Kauri Ora Mauri Ora

Curated by Ariane Craig-Smith and Chris McBride for The Kauri Project, Kauri Ora Mauri Ora brings together work by artists from across Northland and beyond to explore the complexity of our relationship with this tree and its forest.

Inhabiting the space where concepts of art, science and cultural knowledge intersect, The Kauri Project is a curatorial endeavour dedicated to examining the relationship between people and landscape, focusing on our unique and threatened indigenous kauri forest ecology.

Working in collaboration with artists, scientists, iwi and community we seek to expand awareness of the crucial place of kauri in our biological and cultural landscape, and the threat posed to this unique species by kauri dieback disease. Since the micro-organism Phytopthera agathadicida was formally identified as the cause of kauri dieback in 2008, scientists have worked to understand the disease and establish how best to protect kauri from this deadly threat.

A healthy kauri forest is a wealth of diverse life, a delicate ecological network of interdependence, within which the kauri tree is a keystone species. Able to grow to ancient age and massive scale, kauri have the ability to modify the land on which they live. Around and on the kauri a host of other species live and thrive, some of them only found in this association. Late to this relationship, people have also flourished in Aotearoa/New Zealand, briefly prospering from our relationship with kauri, though at a cost to our landscape which we seek now to redress. Once a powerful presence across Northern Aotearoa, from Waikato to Cape Reinga, kauri forest now exists in scattered fragments and as a legend in the imaginations of the people. Nowhere is this history more potent than in Northland where a handful of ancient giants still stand and young kauri strive for survival, while the ghost of their kin haunt the landscape.

Kauri ki uta, Kauri ki tai – May Kauri once again flourish from hilltop to the sea.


What you should do: Below are the records. Reproduce exactly the lines from the one containing "Itemize the components" through the final line, and omit any pictures.

··· Extracted records

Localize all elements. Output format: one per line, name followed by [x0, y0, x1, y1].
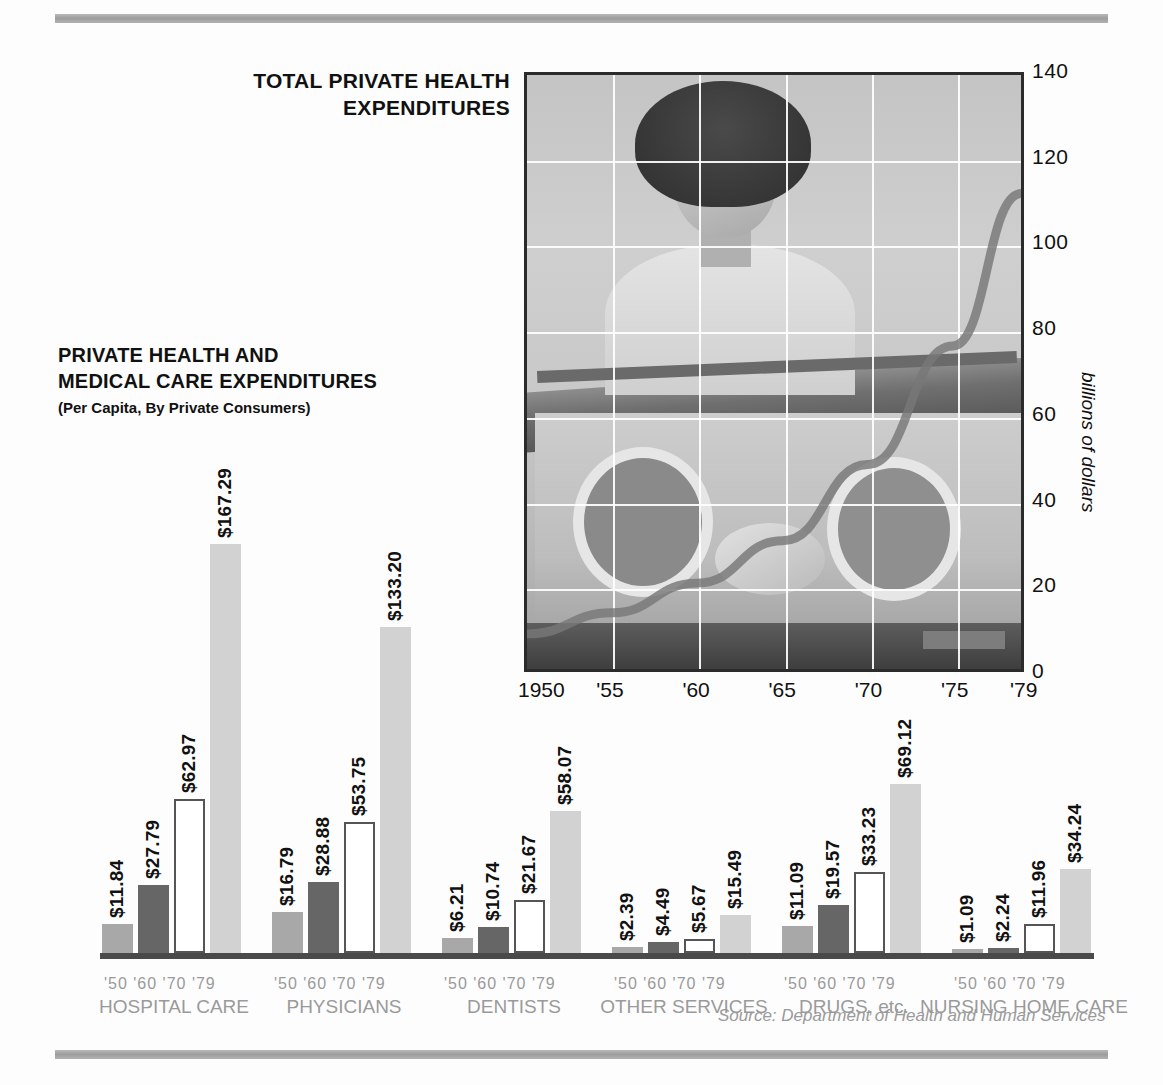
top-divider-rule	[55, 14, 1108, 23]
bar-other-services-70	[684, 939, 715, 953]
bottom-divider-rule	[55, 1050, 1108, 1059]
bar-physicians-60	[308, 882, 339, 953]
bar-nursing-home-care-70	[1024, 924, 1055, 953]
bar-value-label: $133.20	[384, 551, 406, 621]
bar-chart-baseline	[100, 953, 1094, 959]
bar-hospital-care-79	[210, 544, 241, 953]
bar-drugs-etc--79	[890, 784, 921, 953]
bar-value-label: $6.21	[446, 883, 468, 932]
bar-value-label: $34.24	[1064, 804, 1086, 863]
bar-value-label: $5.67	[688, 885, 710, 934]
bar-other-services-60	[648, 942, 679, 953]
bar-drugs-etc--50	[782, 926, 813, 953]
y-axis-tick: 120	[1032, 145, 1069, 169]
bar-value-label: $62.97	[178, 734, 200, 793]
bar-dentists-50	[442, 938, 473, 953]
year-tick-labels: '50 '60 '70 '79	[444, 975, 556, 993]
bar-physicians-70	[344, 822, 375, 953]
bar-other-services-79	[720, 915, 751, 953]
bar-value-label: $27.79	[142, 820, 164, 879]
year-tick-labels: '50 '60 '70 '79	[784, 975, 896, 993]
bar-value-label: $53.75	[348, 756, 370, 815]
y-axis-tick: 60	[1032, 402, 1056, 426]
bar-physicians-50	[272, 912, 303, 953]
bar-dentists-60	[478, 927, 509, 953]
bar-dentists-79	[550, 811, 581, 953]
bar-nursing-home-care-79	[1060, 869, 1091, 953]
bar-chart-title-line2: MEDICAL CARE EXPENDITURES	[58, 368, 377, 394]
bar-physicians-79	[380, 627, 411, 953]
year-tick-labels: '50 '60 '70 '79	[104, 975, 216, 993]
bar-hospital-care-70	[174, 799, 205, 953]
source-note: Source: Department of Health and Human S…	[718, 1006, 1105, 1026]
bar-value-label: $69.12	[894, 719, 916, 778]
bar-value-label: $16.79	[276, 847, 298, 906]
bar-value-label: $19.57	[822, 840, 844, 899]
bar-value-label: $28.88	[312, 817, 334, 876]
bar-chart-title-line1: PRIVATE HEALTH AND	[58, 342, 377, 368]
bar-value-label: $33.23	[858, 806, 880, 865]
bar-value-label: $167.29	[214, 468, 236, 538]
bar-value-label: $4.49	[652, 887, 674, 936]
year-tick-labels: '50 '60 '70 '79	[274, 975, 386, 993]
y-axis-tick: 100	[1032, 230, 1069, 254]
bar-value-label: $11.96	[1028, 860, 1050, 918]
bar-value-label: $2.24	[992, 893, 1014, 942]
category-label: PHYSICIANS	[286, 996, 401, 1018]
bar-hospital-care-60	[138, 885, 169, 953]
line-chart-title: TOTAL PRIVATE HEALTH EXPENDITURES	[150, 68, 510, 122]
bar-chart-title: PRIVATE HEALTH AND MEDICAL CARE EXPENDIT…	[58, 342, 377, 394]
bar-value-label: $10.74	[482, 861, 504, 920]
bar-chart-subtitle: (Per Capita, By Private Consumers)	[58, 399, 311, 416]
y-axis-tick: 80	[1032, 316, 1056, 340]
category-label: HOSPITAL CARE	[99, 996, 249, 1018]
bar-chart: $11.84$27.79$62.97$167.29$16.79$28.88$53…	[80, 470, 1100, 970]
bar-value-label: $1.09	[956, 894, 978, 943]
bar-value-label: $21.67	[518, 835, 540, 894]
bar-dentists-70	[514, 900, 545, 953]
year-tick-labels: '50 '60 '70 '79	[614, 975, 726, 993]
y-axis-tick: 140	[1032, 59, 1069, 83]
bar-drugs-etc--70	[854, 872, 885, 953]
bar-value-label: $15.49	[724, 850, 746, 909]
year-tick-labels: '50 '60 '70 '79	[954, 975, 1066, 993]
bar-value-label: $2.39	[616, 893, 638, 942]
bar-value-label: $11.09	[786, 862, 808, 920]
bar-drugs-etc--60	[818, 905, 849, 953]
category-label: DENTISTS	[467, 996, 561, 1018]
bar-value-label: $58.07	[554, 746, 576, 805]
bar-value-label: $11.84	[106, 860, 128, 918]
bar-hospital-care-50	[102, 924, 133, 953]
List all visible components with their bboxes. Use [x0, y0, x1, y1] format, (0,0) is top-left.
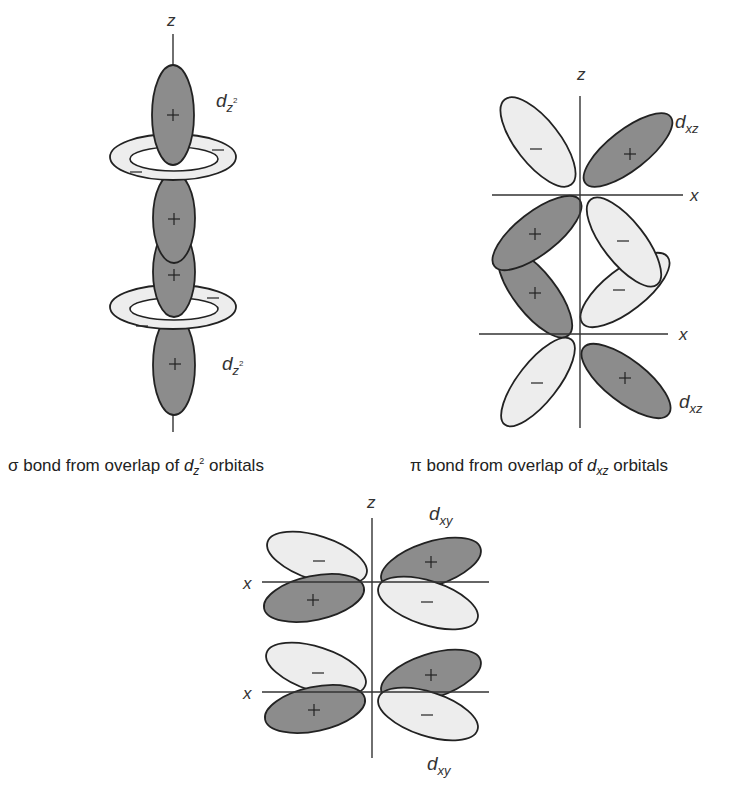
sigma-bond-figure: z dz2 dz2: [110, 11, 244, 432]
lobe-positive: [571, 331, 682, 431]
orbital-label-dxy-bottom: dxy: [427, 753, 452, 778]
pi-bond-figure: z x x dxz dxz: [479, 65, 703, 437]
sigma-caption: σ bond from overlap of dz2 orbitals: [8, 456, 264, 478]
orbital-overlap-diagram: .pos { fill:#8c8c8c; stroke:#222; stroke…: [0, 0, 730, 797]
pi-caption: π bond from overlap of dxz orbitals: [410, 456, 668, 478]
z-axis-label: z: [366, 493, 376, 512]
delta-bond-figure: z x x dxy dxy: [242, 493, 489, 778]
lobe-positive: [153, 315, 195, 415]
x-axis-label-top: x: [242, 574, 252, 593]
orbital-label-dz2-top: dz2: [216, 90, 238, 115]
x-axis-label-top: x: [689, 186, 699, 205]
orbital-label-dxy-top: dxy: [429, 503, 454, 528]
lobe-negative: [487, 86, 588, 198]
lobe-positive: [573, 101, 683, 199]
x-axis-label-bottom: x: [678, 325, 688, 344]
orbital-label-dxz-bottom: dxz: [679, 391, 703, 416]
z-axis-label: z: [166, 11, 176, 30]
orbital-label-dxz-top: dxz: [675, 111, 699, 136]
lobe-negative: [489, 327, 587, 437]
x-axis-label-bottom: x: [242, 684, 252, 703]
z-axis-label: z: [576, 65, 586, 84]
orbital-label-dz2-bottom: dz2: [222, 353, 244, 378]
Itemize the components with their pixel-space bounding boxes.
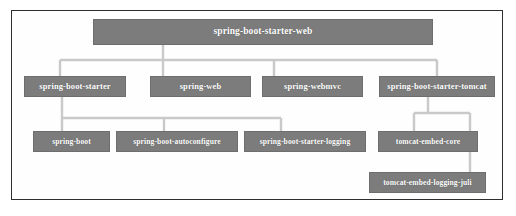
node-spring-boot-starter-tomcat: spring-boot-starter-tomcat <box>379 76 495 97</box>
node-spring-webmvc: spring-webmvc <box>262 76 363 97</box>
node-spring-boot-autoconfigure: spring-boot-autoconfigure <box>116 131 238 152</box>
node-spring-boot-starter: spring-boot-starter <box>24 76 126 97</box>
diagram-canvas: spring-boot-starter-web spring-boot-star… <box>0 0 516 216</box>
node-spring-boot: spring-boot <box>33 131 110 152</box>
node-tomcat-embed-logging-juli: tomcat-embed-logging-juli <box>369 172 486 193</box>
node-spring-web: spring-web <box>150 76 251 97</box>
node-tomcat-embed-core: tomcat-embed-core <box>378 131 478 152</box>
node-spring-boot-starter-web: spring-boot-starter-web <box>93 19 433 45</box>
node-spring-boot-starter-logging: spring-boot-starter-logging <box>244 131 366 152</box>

······

Output for this exercise:
Itemize the components with their pixel-space bounding boxes.
node-spring-boot-starter-tomcat: spring-boot-starter-tomcat <box>379 76 495 97</box>
node-spring-webmvc: spring-webmvc <box>262 76 363 97</box>
node-spring-boot-autoconfigure: spring-boot-autoconfigure <box>116 131 238 152</box>
node-spring-boot-starter: spring-boot-starter <box>24 76 126 97</box>
diagram-canvas: spring-boot-starter-web spring-boot-star… <box>0 0 516 216</box>
node-spring-boot: spring-boot <box>33 131 110 152</box>
node-tomcat-embed-logging-juli: tomcat-embed-logging-juli <box>369 172 486 193</box>
node-spring-web: spring-web <box>150 76 251 97</box>
node-tomcat-embed-core: tomcat-embed-core <box>378 131 478 152</box>
node-spring-boot-starter-web: spring-boot-starter-web <box>93 19 433 45</box>
node-spring-boot-starter-logging: spring-boot-starter-logging <box>244 131 366 152</box>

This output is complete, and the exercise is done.